Full definitionDriver-based modelling
Instead of assuming your mortgage book stays flat or grows at 3% regardless, you build a relationship: mortgage volumes are a function of the rate level, the spread to SVR, unemployment, and house price growth. When you run a rate shock scenario, the model automatically adjusts new business volumes, deposit mix, and pricing to be consistent with that environment. This is how a truly rate-conditioned dynamic balance sheet is implemented in practice.
Full definitionConstant balance sheet
When something matures or reprices, you replace it with an identical instrument.
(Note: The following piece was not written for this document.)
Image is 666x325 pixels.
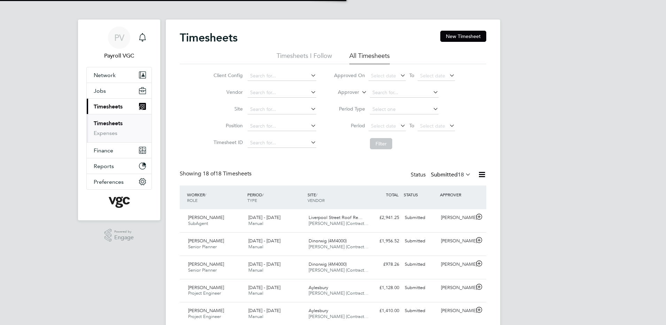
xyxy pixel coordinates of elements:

Your 2-year fixed mortgage that rolls off gets replaced by another 2-year fixed mortgage at the same spread. The balance sheet size and composition stay frozen — like-for-like replacement in perpetuity.
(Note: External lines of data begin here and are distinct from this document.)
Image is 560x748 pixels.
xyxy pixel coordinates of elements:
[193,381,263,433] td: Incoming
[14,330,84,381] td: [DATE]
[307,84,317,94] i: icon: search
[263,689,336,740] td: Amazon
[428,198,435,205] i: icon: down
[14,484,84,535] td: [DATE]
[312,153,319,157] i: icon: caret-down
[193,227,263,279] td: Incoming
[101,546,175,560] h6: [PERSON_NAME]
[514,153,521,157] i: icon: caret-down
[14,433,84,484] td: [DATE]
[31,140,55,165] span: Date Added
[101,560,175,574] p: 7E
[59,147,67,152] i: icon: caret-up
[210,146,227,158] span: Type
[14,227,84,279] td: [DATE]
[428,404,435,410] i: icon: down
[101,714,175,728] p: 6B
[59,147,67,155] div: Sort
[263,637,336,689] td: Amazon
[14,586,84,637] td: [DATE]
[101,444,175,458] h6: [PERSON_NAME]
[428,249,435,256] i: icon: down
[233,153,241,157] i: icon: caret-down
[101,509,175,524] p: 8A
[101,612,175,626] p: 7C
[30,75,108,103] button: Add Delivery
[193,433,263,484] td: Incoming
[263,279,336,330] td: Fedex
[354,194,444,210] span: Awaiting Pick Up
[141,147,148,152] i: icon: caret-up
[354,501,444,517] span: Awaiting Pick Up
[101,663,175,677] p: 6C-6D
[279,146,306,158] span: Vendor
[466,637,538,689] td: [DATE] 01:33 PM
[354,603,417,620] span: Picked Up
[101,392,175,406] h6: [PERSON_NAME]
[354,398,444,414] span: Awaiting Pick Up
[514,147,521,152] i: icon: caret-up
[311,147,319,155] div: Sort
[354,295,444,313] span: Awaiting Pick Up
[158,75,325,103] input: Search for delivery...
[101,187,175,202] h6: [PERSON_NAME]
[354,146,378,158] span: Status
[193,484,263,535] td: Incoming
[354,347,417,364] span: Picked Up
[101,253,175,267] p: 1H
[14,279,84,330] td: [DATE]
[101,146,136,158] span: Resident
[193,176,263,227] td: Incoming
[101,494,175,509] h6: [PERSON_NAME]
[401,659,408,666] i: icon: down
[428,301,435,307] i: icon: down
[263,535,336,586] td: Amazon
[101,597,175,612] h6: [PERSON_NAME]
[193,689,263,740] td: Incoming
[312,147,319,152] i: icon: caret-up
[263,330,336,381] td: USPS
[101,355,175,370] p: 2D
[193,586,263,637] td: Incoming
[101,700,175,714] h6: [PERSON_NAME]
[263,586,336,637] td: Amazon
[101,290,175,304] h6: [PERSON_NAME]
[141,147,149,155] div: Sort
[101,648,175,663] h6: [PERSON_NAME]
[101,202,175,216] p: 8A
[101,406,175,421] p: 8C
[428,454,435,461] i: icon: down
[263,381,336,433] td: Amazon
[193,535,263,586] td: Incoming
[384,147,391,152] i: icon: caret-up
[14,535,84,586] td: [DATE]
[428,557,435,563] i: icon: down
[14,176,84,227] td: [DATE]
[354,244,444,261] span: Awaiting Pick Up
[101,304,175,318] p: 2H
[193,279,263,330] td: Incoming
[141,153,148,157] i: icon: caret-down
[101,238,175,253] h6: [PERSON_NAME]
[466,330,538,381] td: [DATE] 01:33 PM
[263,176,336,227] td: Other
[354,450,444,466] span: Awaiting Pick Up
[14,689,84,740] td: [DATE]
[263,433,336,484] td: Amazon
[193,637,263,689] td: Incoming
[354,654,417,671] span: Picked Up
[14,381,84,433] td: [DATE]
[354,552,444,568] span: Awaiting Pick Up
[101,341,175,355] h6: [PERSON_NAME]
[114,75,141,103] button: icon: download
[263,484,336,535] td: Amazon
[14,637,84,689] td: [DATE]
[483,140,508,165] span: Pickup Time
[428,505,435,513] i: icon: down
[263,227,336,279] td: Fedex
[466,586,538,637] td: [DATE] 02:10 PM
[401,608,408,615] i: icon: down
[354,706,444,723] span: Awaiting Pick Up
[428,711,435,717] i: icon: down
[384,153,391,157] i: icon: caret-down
Full definitionInterest rate sensitive instruments
Everything on your banking book that is affected by interest rate changes. Loans, bonds, deposits, swaps, committed facilities — anything where the value or cashflows change when rates move. Excludes things like your office building or goodwill.
Full definitionICAAP
Your bank's own internal assessment of how much capital you need to hold for all risks, including IRRBB. For IRRBB specifically, you need to demonstrate you understand your risk profile, have appropriate limits, and hold sufficient capital buffers under stress.
Full definitionSREP
The process where your regulator reviews everything — your risk management, governance, capital adequacy, liquidity, and business model. For IRRBB, they'll assess your measurement framework, data quality, model assumptions, governance, and capital allocation.
Full definitionBCBS
The international body that writes the global rulebook for bank regulation, including the IRRBB standards (BCBS 368/d368). National regulators then implement these into local rules. Think of BCBS as the template that EBA, PRA, APRA etc. translate into local regulation.
Full definitionCET1
Your core equity capital — ordinary shares, retained earnings, and qualifying reserves. It's the capital base against which the EVE SOT threshold is measured. When regulators say your EVE change must not exceed 15% of Tier 1, CET1 is the dominant component of that denominator.
Full definitionCRD / CRR
The EU's legal implementation of Basel standards. CRD is the directive (implemented into national law by each member state), CRR is the regulation (directly applicable). IRRBB requirements sit primarily under CRD Article 84 and the EBA guidelines that flow from it.
Full definitionIMS
Your in-house IRRBB model — the one you actually use to manage risk, as opposed to the standardised regulatory calculation. Regulators allow (and expect) banks to use their own models, but they must meet prescribed standards for sophistication, governance, and validation.
Full definitionQIS
When BCBS or EBA proposes new IRRBB rules, they ask banks to calculate what the impact would be under the new framework. The aggregated results inform whether the proposals need recalibrating before they become final standards.
Full definitionALCO
The committee where treasury, finance, risk, and business heads come together to make decisions about interest rate risk, liquidity, funding, and capital. Typically chaired by the CFO or CRO. This is where hedge strategies get approved and risk appetite gets set.
Full definitionALM
The discipline of ensuring your assets and liabilities are structured so the bank can meet its obligations, maintain stable earnings, and preserve economic value across different rate and liquidity environments. ALM sits at the intersection of treasury, risk, and finance.
Full definitionMIS
The reports, dashboards, and data feeds that get IRRBB information from the models to the decision-makers. This includes ALCO packs, daily risk reports, limit monitoring, and regulatory reporting (e.g. FSA017, EBA IRRBB returns).